Ask A Librarian: How to get started adding citations to Wikipedia

It is fine if you don’t like Wikipedia. I do, despite its shortcomings. An easy way to get started, if it’s the sort of thing you’d like to try, is by adding citations which is a kind of natural librarian thing. I wrote an email to an online friend spelling out ways to get started. There are a few helpful tools and some “good to know” stuff. Adding citations can be a good way to get started and has maybe three steps

    1. Find something that needs a citation
    2. Find a citation for that thing
    3. Format and insert that citation (and add a note, and then if there are no more cites needed, remote the “citation needed” banner)


1. Finding where citations are needed
There’s a decent tool where you can find pages that need citations and it can be a great option for library type people because (I find) it’s kind of like scratching an itch. It’s called Citation Hunt.

https://citationhunt.toolforge.org/

It will drop you into a citation but you can kind of ignore it and, if you prefer, look for topics that you are interested in. You have to kind of start typing and then wait a bit for the list to populate. Sample screenshot. Click the topic and “I got this” and it will send you straight to the article

Screenshot of this tool showing a search for "Vermont" which shows a drop down list of matching categories

So I clicked actresses from Vermont and went to a Suzy Chaffee article. Some of these articles have inline “citation needed” marks, some of them have big banners across the top, like this example.

https://en.wikipedia.org/wiki/Robert_Michael_Franklin_Jr.

(that one is particularly bad because there are NO citations which is… not good)

2. Getting citations

So then you go looking for decent citations. I have a newspapers.com subscription and that helps. But really something authoritative online (Wikipedia people are fussy and don’t find things like social media posts, or IMDB or other crowdsourced sources reputable) is usually fine. Think secondary sources most of the time (i.e. a newspaper article about the person is better than an article written by the person). The big deal is just that it confirms the fact. In some cases social media can be okay if the person tweets “Hey this is my new baby!” you can use that as a cite for “soandso had a child in August 2020” I try not to overthink this most of the time.

3. Putting the cite in citation format

And hey there’s another good tool for this, Citer!

https://citer.toolforge.org/

The more information you can include with a citation, the better. The Citer tool can take most newspaper URLs, online articles in standard formats, and Google Books links and turn them into a Wikipedia-formatted cite. You then copy/paste that cite and you are good. Usually they go at the end of a sentence even if the fact you are citing is in the middle of a sentence.

If that doesn’t work, or if you need to make one by hand, you can also use the little citation tool in the editor (I use the old code editor but I assume it’s similar – click Cite in the toolbar and then go to templates here…)

screenshot of a segment of a wikipedia editing toolbar showing the section where the citation tools are in the upper left.

My favorite thing is that if you’ve got a good source that you can use for multiple facts–if I am being super nitpicky I’ll put a citation on every sentence–is the REF thing in the lower corner. SO in this case, you’d copy the whole thing once, and then if you want to cite it again you just use the REF name.

screenshot of the add citation box with the little section where REF goes (lower left) highlighted

You can see this in action in the tiny page I just made for Leroy Keith.

https://en.wikipedia.org/wiki/Leroy_Keith

(go to the edit tab and then if you look in the first sentence of the second paragraph you can see there is a cite that just says <ref name=”College” /> and that is basically saying “Use the reference again that is named College”)

Once you’ve done that, preview to make sure it doesn’t look bad, Wikipedia will toss up an error if you have the date format wrong or a few other things but if there are no errors, you can leave a little edit summary, can be super simple, and then hit “Publish Changes” and you’re done!

I’m sure there is stuff I’ve left out that maybe feels obvious to me and is not at all obvious to not-me, so feel free to email with questions.

The Wikipedia community tends towards obnoxious nitpicky White men, so I try to keep my head down and just try to make my little corner of it better. A few places/projects I like:

Women In Red which aims to take “red links” (i.e. ones without articles) and get articles written. A nice supportive group of mostly-women.
https://en.wikipedia.org/wiki/Wikipedia:WikiProject_Women_in_Red

Requested images of people
https://en.wikipedia.org/wiki/Category:Wikipedia_requested_images_of_people

Adding images is its own pain but if you have good sources of public domain images sometimes it’s fun to add an image to a page that didn’t have one.

And here’s my page, I have an “edit help” page which can link to information on how to do citations and some other things,
https://en.wikipedia.org/wiki/User:Jessamyn

Feel free to keep in touch or ask questions.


Nothing in the data may be omitted; output it all verbatim.

═══

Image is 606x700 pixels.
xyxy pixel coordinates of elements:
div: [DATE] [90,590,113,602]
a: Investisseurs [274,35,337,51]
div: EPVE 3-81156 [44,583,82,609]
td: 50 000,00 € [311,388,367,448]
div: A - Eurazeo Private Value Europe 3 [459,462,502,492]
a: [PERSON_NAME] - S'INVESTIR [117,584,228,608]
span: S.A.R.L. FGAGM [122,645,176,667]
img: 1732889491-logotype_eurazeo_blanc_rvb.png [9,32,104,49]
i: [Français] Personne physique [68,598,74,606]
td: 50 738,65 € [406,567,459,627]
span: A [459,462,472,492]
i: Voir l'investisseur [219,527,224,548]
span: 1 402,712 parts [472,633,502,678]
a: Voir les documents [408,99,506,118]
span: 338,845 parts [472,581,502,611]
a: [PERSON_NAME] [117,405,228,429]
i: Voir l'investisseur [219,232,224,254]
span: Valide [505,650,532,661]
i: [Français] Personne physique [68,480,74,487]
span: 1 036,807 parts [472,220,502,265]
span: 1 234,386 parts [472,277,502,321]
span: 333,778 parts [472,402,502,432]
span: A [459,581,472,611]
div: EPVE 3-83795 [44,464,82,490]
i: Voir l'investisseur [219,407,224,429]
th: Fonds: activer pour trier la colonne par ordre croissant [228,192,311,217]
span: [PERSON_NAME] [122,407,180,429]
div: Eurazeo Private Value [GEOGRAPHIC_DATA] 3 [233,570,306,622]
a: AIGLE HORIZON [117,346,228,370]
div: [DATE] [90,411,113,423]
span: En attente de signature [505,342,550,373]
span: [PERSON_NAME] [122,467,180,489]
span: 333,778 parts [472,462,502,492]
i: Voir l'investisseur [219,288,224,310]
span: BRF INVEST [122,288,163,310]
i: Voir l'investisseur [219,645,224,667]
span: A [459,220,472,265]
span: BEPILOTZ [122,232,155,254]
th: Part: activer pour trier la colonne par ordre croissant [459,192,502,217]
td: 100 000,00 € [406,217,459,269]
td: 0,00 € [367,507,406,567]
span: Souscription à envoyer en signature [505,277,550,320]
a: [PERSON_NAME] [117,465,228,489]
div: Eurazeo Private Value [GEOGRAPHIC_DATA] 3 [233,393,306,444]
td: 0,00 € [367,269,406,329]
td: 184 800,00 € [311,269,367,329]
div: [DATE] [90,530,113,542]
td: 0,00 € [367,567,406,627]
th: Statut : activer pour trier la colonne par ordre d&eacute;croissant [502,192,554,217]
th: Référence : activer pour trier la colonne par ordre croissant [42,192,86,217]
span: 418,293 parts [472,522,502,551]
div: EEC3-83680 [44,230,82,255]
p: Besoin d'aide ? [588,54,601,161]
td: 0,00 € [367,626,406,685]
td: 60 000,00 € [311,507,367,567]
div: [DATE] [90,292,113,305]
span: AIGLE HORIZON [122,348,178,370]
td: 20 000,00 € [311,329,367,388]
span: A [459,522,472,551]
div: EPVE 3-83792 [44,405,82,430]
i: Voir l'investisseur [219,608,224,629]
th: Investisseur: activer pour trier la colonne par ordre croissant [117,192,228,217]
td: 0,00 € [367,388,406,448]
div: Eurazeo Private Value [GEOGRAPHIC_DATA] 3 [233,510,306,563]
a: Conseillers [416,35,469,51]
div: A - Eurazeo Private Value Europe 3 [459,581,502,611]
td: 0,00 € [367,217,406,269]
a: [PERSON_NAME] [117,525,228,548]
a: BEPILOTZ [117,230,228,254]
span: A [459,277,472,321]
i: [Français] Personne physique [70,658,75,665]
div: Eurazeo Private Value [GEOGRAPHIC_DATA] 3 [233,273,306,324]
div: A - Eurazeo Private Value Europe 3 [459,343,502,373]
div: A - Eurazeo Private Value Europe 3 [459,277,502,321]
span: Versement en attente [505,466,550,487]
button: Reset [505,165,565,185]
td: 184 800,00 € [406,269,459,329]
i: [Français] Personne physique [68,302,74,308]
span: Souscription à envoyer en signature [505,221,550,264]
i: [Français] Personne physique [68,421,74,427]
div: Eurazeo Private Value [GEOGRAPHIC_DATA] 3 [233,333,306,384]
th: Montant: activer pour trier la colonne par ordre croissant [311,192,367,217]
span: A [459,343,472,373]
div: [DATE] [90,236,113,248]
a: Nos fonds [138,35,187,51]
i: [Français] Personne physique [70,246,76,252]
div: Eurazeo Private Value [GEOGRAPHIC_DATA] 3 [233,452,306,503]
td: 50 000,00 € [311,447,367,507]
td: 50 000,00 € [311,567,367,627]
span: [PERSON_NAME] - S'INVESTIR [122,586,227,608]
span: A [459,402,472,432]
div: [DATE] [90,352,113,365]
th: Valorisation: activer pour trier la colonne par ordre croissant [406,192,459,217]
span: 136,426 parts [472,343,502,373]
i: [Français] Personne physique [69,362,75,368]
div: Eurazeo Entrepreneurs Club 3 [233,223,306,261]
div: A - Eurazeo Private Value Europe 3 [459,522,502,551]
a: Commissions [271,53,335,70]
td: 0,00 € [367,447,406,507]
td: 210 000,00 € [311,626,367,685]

═══

Result of this exercise:
Image is 606x700 pixels.
xyxy pixel coordinates of elements:
div: [DATE] [90,590,113,602]
a: Investisseurs [274,35,337,51]
div: EPVE 3-81156 [44,583,82,609]
td: 50 000,00 € [311,388,367,448]
div: A - Eurazeo Private Value Europe 3 [459,462,502,492]
a: [PERSON_NAME] - S'INVESTIR [117,584,228,608]
span: S.A.R.L. FGAGM [122,645,176,667]
img: 1732889491-logotype_eurazeo_blanc_rvb.png [9,32,104,49]
i: [Français] Personne physique [68,598,74,606]
td: 50 738,65 € [406,567,459,627]
span: A [459,462,472,492]
i: Voir l'investisseur [219,527,224,548]
span: 1 402,712 parts [472,633,502,678]
a: Voir les documents [408,99,506,118]
span: 338,845 parts [472,581,502,611]
a: [PERSON_NAME] [117,405,228,429]
i: Voir l'investisseur [219,232,224,254]
span: Valide [505,650,532,661]
i: [Français] Personne physique [68,480,74,487]
span: 1 036,807 parts [472,220,502,265]
span: 1 234,386 parts [472,277,502,321]
span: 333,778 parts [472,402,502,432]
span: A [459,581,472,611]
div: EPVE 3-83795 [44,464,82,490]
i: Voir l'investisseur [219,407,224,429]
th: Fonds: activer pour trier la colonne par ordre croissant [228,192,311,217]
span: [PERSON_NAME] [122,407,180,429]
div: Eurazeo Private Value [GEOGRAPHIC_DATA] 3 [233,570,306,622]
a: AIGLE HORIZON [117,346,228,370]
div: [DATE] [90,411,113,423]
span: En attente de signature [505,342,550,373]
span: [PERSON_NAME] [122,467,180,489]
span: 333,778 parts [472,462,502,492]
i: Voir l'investisseur [219,288,224,310]
span: BRF INVEST [122,288,163,310]
i: Voir l'investisseur [219,645,224,667]
span: A [459,220,472,265]
span: BEPILOTZ [122,232,155,254]
th: Part: activer pour trier la colonne par ordre croissant [459,192,502,217]
td: 100 000,00 € [406,217,459,269]
td: 0,00 € [367,507,406,567]
span: Souscription à envoyer en signature [505,277,550,320]
a: [PERSON_NAME] [117,465,228,489]
div: Eurazeo Private Value [GEOGRAPHIC_DATA] 3 [233,393,306,444]
td: 0,00 € [367,269,406,329]
td: 184 800,00 € [311,269,367,329]
div: [DATE] [90,530,113,542]
td: 0,00 € [367,567,406,627]
th: Statut : activer pour trier la colonne par ordre d&eacute;croissant [502,192,554,217]
th: Référence : activer pour trier la colonne par ordre croissant [42,192,86,217]
span: 418,293 parts [472,522,502,551]
div: EEC3-83680 [44,230,82,255]
p: Besoin d'aide ? [588,54,601,161]
td: 0,00 € [367,626,406,685]
td: 60 000,00 € [311,507,367,567]
div: [DATE] [90,292,113,305]
span: AIGLE HORIZON [122,348,178,370]
td: 20 000,00 € [311,329,367,388]
span: A [459,522,472,551]
div: EPVE 3-83792 [44,405,82,430]
i: Voir l'investisseur [219,608,224,629]
th: Investisseur: activer pour trier la colonne par ordre croissant [117,192,228,217]
td: 0,00 € [367,388,406,448]
div: Eurazeo Private Value [GEOGRAPHIC_DATA] 3 [233,510,306,563]
a: Conseillers [416,35,469,51]
div: A - Eurazeo Private Value Europe 3 [459,581,502,611]
td: 0,00 € [367,217,406,269]
a: [PERSON_NAME] [117,525,228,548]
a: BEPILOTZ [117,230,228,254]
span: A [459,277,472,321]
i: [Français] Personne physique [70,658,75,665]
div: Eurazeo Private Value [GEOGRAPHIC_DATA] 3 [233,273,306,324]
div: A - Eurazeo Private Value Europe 3 [459,343,502,373]
div: A - Eurazeo Private Value Europe 3 [459,277,502,321]
span: Versement en attente [505,466,550,487]
button: Reset [505,165,565,185]
td: 184 800,00 € [406,269,459,329]
i: [Français] Personne physique [68,302,74,308]
span: Souscription à envoyer en signature [505,221,550,264]
i: [Français] Personne physique [68,421,74,427]
div: Eurazeo Private Value [GEOGRAPHIC_DATA] 3 [233,333,306,384]
th: Montant: activer pour trier la colonne par ordre croissant [311,192,367,217]
span: A [459,343,472,373]
div: [DATE] [90,236,113,248]
a: Nos fonds [138,35,187,51]
i: [Français] Personne physique [70,246,76,252]
div: Eurazeo Private Value [GEOGRAPHIC_DATA] 3 [233,452,306,503]
td: 50 000,00 € [311,447,367,507]
td: 50 000,00 € [311,567,367,627]
span: [PERSON_NAME] - S'INVESTIR [122,586,227,608]
span: A [459,402,472,432]
div: [DATE] [90,352,113,365]
th: Valorisation: activer pour trier la colonne par ordre croissant [406,192,459,217]
span: 136,426 parts [472,343,502,373]
i: [Français] Personne physique [69,362,75,368]
div: Eurazeo Entrepreneurs Club 3 [233,223,306,261]
div: A - Eurazeo Private Value Europe 3 [459,522,502,551]
a: Commissions [271,53,335,70]
td: 0,00 € [367,447,406,507]
td: 210 000,00 € [311,626,367,685]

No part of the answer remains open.